Throughout the country, there is a series of large and small recycling and processing plants to deal with waste, especially plastic. These recycling plants transform waste plastic into PET for future use in the soft drinks industry. However, partly due to the inferior quality of the recycling materials available to the plants, the import of cheaper virgin plastic and rising electricity costs, 21 of these reprocessing plants have shut down over the past two years. Some of these plants might have stayed open if the recyclable plastic collected had not been contaminated.

I referred earlier to the export of plastics for other countries to deal with. The UK remains reliant on exporting its plastic recycling waste, with 47% of accredited UK recycled plastic packaging reported as being exported; Turkey was the largest destination for these exports. This loophole in the legislation allows the export of waste to be included in recycling figures. This is a smoke and mirrors exercise. Neither the Government nor local authorities have recycled their plastics if all they have done is bundle them up and send them abroad. This is outrageous. We have no way of knowing precisely what is happening to it. Is it being discarded close to waterways or coastlines, where it will damage the environment of aquatic animals and fish? Can the Minister say whether the Government have a strategy to move towards preventing the export of recyclable plastic waste? If not, why not? Exporting plastic waste for recycling when we have adequate recycling plants in the UK that could process this waste is extraordinary, to say the least.

The cost of virgin plastic needs to be comparable with or higher than that of recycled plastic. Without this, our recycling is not competitive. Cheap virgin plastic imports undercut demand. Sadly, the UK market is currently flooded with cheap imports of virgin plastic from China, Africa and the Middle East. For recycling plants to thrive, they need two things: first, a supply of high-quality used plastic to recycle; and, secondly, electricity to be affordable. The Government could do more by placing tariffs on imported cheap virgin plastic, making UK recycled plastic affordable. The plastic packaging tax, currently set at £223.69 per tonne, has increased demand for recycled plastic. However, it takes no account of the origin of the plastic and offers our domestic recyclers only weak support. It reduces the price gap between virgin and recycled plastic but does not close the gap altogether; the system needs to be geared towards the home market.

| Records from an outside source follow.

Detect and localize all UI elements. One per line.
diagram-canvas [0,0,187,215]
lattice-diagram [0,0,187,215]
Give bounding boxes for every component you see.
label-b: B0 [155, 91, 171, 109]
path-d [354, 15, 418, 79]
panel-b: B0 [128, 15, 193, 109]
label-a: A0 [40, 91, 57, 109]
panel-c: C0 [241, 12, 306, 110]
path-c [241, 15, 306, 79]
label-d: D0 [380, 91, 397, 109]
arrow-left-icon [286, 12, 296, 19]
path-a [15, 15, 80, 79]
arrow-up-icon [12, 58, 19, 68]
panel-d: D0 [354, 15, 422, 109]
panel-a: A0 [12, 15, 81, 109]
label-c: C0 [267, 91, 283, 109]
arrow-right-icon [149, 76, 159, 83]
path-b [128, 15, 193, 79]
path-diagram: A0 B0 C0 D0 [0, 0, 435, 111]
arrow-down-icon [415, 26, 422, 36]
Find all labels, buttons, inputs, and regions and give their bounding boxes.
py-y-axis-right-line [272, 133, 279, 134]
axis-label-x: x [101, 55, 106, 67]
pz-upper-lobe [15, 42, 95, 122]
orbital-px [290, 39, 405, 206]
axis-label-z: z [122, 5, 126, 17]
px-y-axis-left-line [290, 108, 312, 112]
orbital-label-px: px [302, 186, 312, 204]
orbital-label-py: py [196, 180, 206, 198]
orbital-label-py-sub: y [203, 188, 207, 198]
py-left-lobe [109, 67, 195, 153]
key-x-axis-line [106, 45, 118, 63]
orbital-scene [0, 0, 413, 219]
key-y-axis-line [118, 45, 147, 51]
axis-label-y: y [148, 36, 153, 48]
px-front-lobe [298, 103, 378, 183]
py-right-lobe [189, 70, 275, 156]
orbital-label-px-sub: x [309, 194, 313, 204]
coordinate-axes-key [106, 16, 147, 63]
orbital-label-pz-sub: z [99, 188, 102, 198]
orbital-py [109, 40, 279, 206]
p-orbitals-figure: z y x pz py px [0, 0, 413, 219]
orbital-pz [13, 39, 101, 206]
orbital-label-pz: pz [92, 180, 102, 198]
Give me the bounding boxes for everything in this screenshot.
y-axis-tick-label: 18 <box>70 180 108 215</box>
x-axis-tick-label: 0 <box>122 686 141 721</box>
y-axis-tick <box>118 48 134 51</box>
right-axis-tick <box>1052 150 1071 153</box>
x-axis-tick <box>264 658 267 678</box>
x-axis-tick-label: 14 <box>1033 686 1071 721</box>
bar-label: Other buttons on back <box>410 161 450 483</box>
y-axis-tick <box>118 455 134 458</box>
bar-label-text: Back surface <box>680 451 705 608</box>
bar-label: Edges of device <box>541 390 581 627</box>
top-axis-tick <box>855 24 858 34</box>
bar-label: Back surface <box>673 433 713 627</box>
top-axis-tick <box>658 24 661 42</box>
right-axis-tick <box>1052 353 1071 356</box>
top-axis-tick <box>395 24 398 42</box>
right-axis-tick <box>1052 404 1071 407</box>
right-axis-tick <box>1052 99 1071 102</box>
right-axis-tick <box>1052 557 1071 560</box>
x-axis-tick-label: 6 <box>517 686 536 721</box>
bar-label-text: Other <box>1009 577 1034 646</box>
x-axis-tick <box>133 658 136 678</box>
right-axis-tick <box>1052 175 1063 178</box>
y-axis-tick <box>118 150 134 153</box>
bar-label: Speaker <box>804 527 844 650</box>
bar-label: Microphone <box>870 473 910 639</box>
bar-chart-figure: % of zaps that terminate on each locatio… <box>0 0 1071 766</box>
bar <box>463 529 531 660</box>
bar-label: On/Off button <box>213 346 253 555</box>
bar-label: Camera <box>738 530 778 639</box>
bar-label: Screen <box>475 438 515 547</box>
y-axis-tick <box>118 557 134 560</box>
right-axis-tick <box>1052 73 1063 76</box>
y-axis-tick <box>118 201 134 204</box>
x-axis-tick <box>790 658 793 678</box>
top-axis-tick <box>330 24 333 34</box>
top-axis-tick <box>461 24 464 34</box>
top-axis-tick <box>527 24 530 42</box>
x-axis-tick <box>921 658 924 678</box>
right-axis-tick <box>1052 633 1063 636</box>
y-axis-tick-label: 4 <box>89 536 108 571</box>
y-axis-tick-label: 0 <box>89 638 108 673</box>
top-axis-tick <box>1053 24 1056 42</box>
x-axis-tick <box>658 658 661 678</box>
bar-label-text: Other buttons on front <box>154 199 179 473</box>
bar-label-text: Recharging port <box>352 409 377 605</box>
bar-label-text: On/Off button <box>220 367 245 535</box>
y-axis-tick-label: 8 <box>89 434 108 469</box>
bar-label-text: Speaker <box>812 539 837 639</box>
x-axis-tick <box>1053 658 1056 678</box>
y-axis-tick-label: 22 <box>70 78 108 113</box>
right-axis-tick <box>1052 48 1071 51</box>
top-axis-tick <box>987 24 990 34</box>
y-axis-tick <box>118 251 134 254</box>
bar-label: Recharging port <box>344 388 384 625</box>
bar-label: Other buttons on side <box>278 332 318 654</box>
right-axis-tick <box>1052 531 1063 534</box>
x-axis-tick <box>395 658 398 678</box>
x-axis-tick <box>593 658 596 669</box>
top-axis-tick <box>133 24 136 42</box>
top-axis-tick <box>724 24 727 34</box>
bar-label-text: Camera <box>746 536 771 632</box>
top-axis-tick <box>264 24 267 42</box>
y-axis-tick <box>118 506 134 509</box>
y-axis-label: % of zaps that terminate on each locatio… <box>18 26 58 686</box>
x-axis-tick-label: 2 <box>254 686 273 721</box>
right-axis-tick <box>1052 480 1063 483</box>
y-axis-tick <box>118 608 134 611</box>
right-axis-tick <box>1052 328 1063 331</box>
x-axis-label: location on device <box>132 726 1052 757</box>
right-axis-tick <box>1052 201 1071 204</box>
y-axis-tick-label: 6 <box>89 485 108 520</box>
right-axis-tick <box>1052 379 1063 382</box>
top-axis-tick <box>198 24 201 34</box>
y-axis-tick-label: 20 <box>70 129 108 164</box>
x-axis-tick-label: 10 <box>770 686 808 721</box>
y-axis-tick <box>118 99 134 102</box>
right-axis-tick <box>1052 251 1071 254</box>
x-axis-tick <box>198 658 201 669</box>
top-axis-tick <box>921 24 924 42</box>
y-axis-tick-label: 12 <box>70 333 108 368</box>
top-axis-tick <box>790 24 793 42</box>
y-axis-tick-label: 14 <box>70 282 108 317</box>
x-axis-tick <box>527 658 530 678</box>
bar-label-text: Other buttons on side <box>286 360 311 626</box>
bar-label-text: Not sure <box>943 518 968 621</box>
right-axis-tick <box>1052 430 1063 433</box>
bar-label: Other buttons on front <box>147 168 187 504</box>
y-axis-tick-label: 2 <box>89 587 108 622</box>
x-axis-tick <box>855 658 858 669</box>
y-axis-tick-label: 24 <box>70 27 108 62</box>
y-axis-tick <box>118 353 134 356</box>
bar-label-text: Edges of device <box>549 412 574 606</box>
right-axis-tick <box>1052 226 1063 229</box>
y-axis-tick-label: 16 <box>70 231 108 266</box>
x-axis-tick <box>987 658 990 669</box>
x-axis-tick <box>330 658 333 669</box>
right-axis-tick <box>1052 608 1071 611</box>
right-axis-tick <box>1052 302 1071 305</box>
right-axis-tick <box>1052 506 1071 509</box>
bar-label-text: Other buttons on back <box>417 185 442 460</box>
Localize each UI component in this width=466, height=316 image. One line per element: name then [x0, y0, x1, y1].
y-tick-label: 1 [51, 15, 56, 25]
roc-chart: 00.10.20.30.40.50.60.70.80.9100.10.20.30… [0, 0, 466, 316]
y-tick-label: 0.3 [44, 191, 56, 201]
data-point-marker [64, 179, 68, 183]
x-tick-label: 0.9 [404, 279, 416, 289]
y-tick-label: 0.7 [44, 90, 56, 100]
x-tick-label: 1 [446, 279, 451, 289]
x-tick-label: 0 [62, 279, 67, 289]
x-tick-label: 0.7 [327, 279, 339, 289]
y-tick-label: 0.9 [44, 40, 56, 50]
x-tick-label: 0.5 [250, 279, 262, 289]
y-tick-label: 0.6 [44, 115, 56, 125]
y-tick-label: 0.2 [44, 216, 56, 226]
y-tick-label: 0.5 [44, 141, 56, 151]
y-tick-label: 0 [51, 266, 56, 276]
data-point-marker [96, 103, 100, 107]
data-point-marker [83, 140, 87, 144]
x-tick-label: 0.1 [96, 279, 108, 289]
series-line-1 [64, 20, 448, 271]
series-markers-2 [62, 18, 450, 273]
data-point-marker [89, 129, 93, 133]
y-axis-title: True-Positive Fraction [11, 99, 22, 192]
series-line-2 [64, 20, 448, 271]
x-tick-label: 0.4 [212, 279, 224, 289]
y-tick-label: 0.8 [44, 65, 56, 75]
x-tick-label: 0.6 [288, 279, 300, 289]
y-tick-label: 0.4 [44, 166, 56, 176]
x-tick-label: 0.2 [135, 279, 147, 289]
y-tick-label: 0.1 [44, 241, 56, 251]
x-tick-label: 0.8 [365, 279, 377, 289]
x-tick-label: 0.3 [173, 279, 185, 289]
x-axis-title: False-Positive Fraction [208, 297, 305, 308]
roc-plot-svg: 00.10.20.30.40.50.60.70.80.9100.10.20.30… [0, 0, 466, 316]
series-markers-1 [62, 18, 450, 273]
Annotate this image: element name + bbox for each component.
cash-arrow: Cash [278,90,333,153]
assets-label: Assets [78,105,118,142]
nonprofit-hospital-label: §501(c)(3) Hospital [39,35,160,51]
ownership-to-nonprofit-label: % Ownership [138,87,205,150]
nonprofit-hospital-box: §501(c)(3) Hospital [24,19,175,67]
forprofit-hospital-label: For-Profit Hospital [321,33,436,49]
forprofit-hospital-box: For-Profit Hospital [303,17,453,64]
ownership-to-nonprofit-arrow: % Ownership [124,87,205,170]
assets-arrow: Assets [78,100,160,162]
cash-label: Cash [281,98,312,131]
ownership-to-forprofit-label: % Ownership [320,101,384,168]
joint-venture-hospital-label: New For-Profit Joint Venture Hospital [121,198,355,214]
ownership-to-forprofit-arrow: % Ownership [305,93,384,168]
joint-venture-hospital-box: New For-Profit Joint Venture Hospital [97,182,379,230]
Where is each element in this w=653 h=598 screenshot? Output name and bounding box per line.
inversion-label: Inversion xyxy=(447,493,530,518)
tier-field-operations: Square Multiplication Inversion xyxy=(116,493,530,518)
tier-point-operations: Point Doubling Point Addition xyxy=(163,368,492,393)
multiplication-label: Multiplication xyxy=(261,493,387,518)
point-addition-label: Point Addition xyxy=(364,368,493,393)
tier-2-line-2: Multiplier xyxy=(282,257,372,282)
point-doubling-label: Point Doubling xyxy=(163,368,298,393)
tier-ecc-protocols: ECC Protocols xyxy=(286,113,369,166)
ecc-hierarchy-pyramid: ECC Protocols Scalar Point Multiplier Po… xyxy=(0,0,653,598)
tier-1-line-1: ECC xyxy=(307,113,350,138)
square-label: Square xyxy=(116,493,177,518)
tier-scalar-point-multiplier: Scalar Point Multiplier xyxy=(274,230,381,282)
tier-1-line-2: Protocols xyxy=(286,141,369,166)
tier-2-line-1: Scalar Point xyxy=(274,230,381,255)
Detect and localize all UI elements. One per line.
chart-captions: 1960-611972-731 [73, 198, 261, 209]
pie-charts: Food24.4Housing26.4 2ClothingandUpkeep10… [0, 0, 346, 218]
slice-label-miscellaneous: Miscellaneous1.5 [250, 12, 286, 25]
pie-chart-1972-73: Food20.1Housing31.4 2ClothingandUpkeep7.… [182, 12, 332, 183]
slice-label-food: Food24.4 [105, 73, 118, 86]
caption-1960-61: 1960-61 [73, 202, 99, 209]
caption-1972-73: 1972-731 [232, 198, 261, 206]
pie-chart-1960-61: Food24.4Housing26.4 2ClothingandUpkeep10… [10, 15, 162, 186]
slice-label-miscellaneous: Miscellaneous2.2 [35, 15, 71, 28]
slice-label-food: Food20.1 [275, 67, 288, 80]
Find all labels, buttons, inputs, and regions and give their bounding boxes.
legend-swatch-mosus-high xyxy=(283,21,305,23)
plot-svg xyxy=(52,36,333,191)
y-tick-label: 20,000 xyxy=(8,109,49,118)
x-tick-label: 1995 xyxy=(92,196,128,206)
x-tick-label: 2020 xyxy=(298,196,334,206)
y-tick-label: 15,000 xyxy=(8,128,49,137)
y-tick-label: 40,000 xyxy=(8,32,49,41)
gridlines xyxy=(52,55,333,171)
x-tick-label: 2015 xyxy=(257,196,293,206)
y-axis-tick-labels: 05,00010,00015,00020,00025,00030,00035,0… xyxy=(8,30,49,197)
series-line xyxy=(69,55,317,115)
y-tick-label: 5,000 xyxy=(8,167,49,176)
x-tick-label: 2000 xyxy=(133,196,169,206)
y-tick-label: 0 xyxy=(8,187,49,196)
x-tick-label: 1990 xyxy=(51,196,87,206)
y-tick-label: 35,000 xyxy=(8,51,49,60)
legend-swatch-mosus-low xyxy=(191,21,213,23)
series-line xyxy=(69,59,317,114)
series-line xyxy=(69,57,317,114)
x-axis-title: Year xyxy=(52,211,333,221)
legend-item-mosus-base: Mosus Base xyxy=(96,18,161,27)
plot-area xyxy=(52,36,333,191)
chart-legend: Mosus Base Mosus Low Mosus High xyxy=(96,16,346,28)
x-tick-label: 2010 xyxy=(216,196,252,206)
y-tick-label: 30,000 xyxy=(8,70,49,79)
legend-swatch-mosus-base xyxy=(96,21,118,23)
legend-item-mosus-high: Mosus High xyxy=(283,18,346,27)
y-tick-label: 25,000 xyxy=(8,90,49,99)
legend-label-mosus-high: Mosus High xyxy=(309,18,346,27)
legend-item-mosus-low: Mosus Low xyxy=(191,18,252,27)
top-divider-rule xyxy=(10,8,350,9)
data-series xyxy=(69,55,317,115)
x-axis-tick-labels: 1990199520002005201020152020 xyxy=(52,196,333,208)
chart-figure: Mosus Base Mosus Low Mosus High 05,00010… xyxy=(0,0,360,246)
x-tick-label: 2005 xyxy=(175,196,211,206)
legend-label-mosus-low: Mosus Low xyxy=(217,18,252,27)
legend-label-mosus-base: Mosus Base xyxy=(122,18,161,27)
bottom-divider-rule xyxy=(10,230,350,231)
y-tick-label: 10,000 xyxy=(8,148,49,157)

I turn briefly to the deposit return scheme for recycled plastic bottles. It was first mooted in 2017 but we are now told that it will be rolled out in 2027; that is 10 years to implement, which is unacceptable. Can the Minister reassure us that the target of 2027 for a DRS will be met? To sort the problems of plastic waste, we need a strategy to include, but not be limited to, increasing the plastic packaging tax; banning the export of plastic waste; and swift implementation of a deposit return scheme.

I look forward to a positive response from the Minister on dealing with waste and reducing plastic pollution. This is not a “nice to do”; it is absolutely essential if we are to reduce plastic pollution.